Sadly, since I have taken up yoga, I don't even drink the night before a class. Sad. Sad. Sad. And you are not supposed to look around in yoga class. You must look at the designated place: the tips of your fingers, say, or the tip of your nose. And though increased flexibility means that you will see parts of yourself you never expected to see - ever - this is only by accident; for the most part the fool that is your eye is as disciplined as the rest of you. No mirrors, no showers, no undressing on the beach: glory hallelujah, a form of exercise that is not a bullying confrontation between yourself and the sad sack that Hamlet wanted out of, so urgently.
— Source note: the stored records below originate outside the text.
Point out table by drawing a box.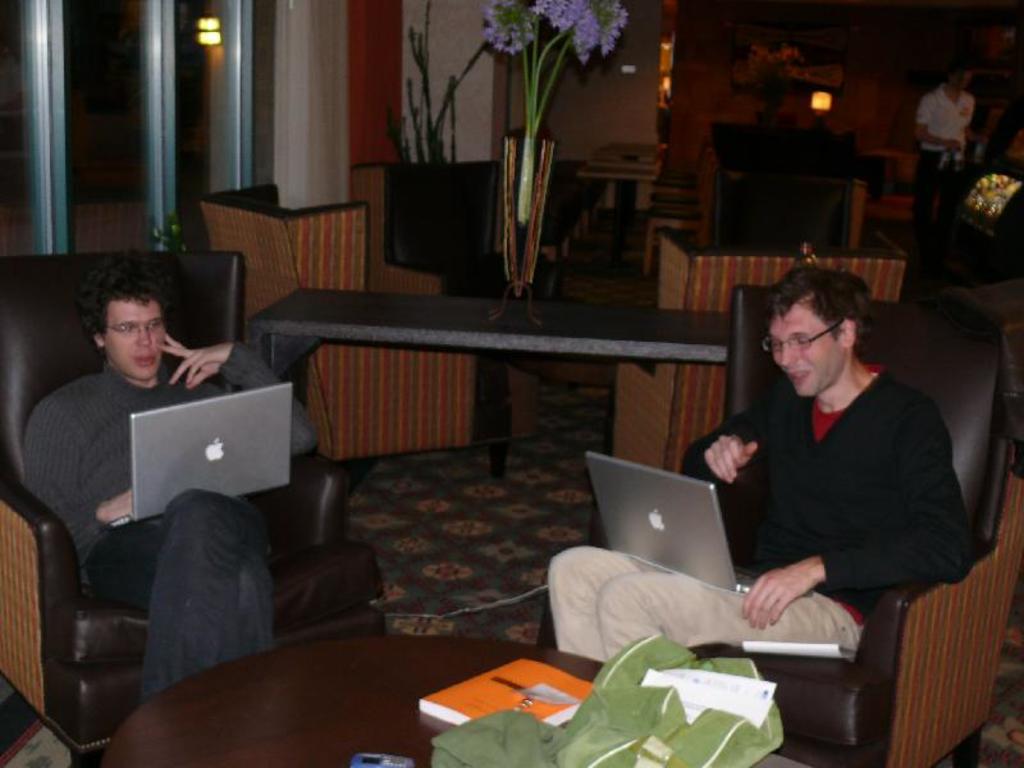
bbox=[237, 285, 735, 422].
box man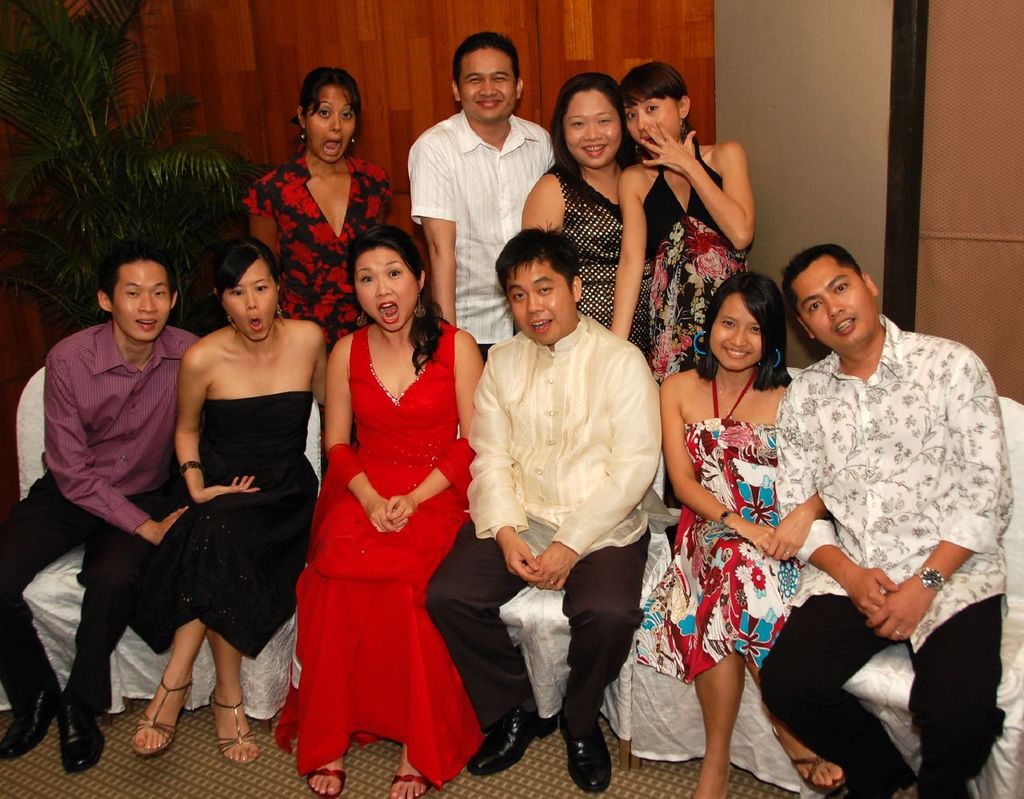
{"left": 423, "top": 223, "right": 662, "bottom": 794}
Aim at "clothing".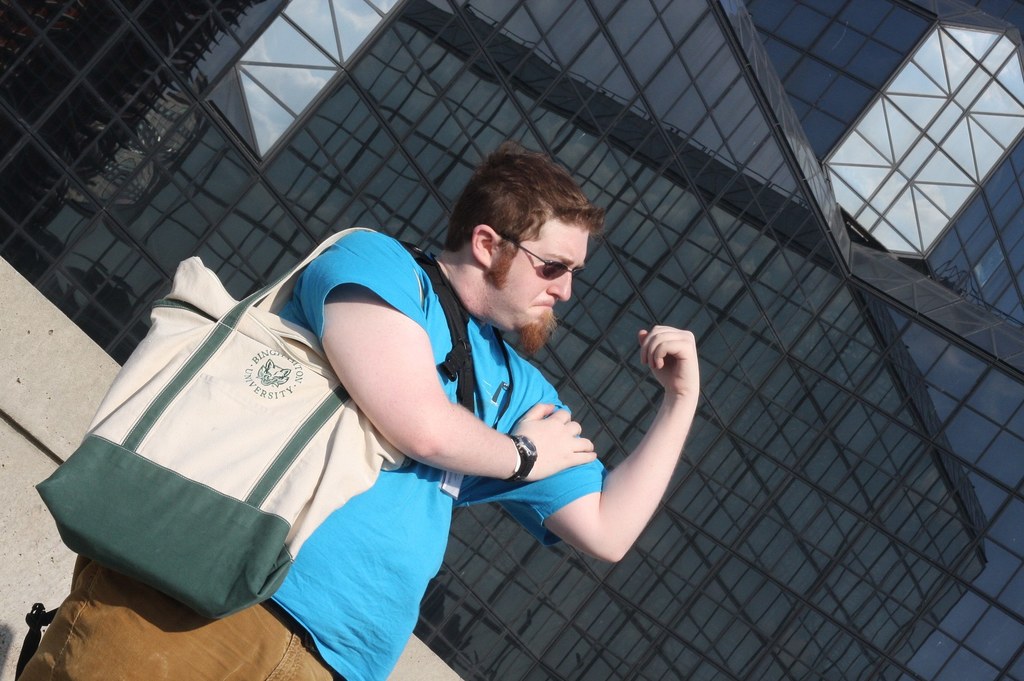
Aimed at x1=13, y1=239, x2=612, y2=679.
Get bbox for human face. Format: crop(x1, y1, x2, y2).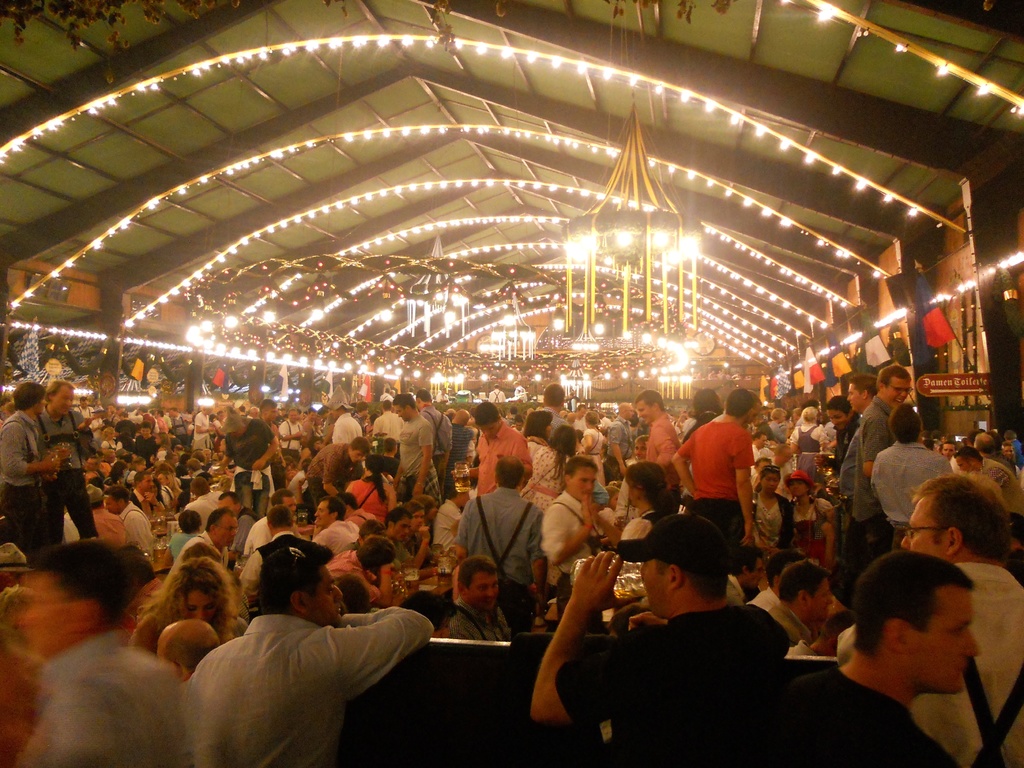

Still, the eye does wander, and sometimes it gets get stuck at some yoga babe's spiritually enhanced, cellulite-free and beautifully elongated hamstrings. Sometimes you find yourself not so much staring as knowing that, one day, you will bend it like her. You could do it now, if you tried . . .

Of course, yogically speaking, you can actually do it. Just not at the moment. If you ignore the time-space continuum - as good yogis must - you are, somewhere, somehow, pushed up into the most amazing back bend, and it feels really great. In the meantime, all you have to do is get on the mat every single day, for the rest of your life.

Writing is a bit like yoga (except that it makes your bum all flat). Like yoga, if you sit down and write a little, every day for the rest of your life, you will realise that you have an awful lot left to learn. Along the way you will have produced any number of books, and/or wiped the sweat off your brow with back of your knee, but, in the end, all moments gather into one long, ongoing moment, where all you do is breathe and move or breathe and type, like this: clicketty clack clickettyclack clicketty shanti shanti (clack) om.

I've gone all wise.

Anne Enright's new novel, The Gathering, is published by Jonathan Cape, £12.99 in UK.